Weber, a Democrat from La Mesa, wants hospitals to notify the state a year in advance if labor and delivery services are at risk of ending. The measure would also require the state to conduct a community impact report when a hospital indicates that it may lose maternity care.
Cortese, a Democrat from Campbell, wants to increase the public notification requirement of an impending closure from 90 days to 120 days and require the hospital to analyze how a closure could increase costs for the county health system, where the next-closest maternity wards are located and who is most likely to be affected.
Cortese’s bill would also require increased notification for planned closures of inpatient psychiatric services.
“We cannot continue to just discuss these issues and not implement policies to prevent or mitigate the harms and the continued disparities,” Weber said during an Assembly Health Committee hearing on Tuesday.
Groups representing doctors and reproductive health advocates support the measure. Nurses and consumer health advocates support Cortese’s bill.
Why are California maternity wards closing?
Ryan Spencer, a lobbyist for the regional chapter of the American College of Obstetricians and Gynecologists who testified in support of Weber’s measure, said there are often situations during birth where “every minute can be the difference between life and death.”
“What if you are a patient like this and literally had nowhere to go, who had to drive hours upon hours to get care? We have to find a way to end this crisis,” Spencer said during his testimony.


What you should do:
When a line below contains the string "labels", show that line.

Data to examine:
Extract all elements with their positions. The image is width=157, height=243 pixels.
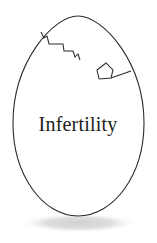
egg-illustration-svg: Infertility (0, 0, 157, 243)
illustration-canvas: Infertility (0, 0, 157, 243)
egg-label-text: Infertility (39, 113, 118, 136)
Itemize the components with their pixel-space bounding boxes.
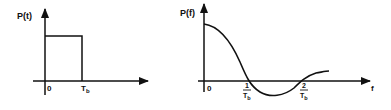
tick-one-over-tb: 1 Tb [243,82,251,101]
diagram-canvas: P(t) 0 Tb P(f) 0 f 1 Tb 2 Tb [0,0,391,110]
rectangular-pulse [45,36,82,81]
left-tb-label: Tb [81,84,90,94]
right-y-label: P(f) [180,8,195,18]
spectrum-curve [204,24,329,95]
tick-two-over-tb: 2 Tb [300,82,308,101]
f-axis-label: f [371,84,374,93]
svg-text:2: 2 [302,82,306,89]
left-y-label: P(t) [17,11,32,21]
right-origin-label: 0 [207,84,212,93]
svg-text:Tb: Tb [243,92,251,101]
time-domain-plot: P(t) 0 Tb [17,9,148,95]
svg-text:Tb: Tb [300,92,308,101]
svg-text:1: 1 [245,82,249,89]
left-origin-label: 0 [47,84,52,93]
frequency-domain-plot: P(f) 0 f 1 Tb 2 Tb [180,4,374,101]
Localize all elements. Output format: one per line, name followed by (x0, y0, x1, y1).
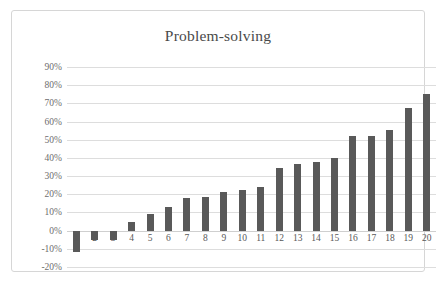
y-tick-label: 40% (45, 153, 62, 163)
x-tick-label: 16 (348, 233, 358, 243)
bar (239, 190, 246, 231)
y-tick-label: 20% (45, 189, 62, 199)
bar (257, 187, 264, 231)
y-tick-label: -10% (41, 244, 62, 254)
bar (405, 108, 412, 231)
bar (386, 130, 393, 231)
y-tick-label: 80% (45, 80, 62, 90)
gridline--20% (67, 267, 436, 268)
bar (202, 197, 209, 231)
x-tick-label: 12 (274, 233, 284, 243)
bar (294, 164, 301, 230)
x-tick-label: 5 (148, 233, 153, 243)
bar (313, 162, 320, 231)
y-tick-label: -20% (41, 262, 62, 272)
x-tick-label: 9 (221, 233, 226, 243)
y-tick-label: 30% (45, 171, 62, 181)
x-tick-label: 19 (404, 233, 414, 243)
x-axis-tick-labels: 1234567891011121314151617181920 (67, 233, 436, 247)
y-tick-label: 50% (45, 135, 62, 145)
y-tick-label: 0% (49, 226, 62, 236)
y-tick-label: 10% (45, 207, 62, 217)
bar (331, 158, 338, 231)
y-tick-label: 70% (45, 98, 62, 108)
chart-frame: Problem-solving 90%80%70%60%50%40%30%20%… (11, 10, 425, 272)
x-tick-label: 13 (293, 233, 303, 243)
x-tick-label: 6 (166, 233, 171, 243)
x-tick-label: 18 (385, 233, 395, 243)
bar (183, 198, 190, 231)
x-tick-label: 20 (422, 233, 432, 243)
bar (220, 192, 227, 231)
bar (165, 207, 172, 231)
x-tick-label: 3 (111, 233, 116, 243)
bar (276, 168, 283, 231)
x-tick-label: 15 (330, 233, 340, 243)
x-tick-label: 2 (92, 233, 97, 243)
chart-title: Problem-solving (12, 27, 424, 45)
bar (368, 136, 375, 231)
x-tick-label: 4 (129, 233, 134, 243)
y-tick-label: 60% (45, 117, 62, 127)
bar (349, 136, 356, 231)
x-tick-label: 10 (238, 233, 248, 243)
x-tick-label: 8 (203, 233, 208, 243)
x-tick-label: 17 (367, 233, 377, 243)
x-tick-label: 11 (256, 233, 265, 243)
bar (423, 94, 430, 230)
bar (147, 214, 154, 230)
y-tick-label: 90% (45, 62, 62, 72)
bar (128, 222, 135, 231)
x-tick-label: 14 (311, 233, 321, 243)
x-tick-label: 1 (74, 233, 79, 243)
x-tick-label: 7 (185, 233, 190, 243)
---
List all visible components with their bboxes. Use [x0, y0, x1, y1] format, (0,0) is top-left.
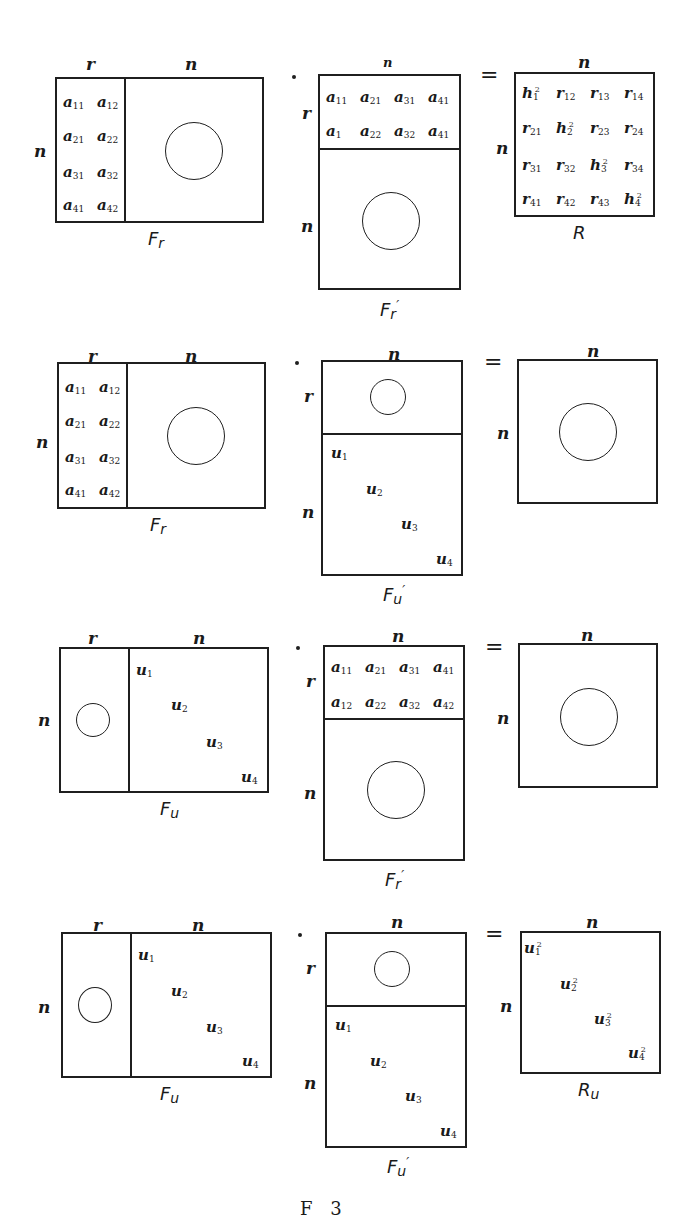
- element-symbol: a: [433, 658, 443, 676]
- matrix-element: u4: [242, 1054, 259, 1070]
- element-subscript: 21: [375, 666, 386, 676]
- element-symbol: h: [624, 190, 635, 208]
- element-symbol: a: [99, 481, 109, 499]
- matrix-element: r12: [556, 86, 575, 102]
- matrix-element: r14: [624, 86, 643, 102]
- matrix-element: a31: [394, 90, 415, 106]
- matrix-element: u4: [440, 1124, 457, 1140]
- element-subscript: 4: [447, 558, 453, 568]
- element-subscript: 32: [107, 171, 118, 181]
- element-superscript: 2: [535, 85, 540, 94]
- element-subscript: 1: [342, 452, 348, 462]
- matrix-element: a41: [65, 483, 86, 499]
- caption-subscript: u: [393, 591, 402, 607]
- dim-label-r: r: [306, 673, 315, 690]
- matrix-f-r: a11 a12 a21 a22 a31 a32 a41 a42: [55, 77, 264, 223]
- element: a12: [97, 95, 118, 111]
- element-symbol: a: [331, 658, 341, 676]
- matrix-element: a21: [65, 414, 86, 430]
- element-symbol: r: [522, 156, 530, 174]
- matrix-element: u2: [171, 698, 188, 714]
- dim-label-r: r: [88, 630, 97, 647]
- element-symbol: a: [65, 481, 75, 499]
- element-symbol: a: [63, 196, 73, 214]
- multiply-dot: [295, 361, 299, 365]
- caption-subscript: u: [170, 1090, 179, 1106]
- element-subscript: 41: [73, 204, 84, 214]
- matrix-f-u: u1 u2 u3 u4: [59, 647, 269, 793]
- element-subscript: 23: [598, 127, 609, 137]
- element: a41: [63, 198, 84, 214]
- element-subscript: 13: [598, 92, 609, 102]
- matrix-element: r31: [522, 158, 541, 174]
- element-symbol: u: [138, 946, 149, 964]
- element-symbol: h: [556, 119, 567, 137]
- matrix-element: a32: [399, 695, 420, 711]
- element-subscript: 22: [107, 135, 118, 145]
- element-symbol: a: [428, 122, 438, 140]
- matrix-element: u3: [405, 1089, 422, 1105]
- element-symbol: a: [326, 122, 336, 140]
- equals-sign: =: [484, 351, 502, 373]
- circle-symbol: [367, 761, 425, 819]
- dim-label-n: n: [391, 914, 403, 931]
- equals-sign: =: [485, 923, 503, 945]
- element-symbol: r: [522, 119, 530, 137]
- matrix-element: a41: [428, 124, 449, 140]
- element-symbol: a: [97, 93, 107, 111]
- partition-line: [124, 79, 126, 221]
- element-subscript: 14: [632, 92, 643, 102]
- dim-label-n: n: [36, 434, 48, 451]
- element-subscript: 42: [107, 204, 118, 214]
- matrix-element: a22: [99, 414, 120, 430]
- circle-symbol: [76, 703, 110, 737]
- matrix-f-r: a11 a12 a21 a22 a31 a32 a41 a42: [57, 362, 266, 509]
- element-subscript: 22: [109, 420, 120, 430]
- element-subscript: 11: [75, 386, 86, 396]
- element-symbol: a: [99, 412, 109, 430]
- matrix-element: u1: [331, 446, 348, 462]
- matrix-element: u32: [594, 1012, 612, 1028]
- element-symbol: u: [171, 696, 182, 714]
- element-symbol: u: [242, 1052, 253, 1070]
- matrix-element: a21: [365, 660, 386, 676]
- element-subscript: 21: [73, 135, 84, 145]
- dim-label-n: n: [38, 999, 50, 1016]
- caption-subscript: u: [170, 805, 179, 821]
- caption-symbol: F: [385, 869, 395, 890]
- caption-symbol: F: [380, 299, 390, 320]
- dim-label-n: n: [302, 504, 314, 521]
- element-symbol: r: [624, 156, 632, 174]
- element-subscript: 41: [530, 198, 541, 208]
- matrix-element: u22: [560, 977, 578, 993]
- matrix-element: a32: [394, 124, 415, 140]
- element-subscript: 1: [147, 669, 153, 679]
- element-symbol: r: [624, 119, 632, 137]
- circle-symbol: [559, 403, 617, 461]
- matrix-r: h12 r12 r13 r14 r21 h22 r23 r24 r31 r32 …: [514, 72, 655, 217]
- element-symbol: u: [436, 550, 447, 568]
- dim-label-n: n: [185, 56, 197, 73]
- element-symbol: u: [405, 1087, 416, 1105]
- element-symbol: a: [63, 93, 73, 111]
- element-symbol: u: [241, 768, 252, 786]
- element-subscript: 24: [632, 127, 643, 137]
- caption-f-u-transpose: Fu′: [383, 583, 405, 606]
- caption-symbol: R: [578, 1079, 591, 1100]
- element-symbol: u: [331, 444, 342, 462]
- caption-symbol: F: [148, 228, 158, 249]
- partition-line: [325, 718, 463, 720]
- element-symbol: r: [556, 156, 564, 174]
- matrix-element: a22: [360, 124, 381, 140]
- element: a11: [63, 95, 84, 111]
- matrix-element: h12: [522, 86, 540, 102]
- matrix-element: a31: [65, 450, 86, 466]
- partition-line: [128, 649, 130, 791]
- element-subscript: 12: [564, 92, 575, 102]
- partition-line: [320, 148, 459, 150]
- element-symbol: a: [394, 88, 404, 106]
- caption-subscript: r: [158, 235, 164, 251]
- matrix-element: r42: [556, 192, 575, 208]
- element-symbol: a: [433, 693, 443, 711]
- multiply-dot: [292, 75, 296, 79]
==
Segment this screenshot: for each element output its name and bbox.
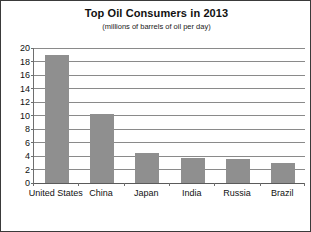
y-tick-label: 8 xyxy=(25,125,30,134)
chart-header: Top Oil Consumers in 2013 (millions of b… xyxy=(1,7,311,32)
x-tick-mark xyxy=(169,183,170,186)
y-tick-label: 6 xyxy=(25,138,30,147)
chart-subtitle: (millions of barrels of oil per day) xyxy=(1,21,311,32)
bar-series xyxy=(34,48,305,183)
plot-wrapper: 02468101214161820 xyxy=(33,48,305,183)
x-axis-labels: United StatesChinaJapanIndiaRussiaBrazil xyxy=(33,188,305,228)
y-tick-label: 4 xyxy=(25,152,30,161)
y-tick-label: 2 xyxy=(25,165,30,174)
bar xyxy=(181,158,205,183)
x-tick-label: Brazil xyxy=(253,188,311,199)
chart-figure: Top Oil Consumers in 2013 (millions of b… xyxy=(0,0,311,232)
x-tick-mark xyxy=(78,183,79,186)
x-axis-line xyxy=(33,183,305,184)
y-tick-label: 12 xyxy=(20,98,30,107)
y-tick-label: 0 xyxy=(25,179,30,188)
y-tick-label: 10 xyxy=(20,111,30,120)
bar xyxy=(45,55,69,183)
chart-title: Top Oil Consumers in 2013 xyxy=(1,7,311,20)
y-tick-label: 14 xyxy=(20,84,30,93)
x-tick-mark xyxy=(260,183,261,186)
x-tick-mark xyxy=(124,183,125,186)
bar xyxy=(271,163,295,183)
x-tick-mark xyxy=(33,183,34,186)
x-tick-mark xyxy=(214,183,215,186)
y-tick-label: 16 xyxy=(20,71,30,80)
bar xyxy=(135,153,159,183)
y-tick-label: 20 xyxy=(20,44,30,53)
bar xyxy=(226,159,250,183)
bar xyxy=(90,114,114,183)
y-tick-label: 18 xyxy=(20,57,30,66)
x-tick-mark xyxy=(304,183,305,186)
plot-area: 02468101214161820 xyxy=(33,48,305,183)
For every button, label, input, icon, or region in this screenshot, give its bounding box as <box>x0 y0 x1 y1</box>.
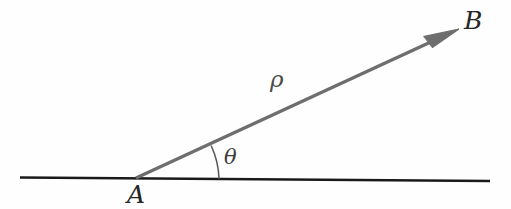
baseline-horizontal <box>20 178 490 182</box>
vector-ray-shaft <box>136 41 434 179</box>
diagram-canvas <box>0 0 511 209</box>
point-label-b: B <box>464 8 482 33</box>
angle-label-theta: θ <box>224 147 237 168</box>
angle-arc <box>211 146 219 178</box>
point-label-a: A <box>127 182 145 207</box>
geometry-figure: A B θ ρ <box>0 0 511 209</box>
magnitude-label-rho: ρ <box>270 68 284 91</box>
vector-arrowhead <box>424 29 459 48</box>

Answer section:
x-axis-tick-labels: 1234567891011121314151617181920 (67, 233, 436, 247)
x-axis-labels: United StatesChinaJapanIndiaRussiaBrazil xyxy=(33,188,305,228)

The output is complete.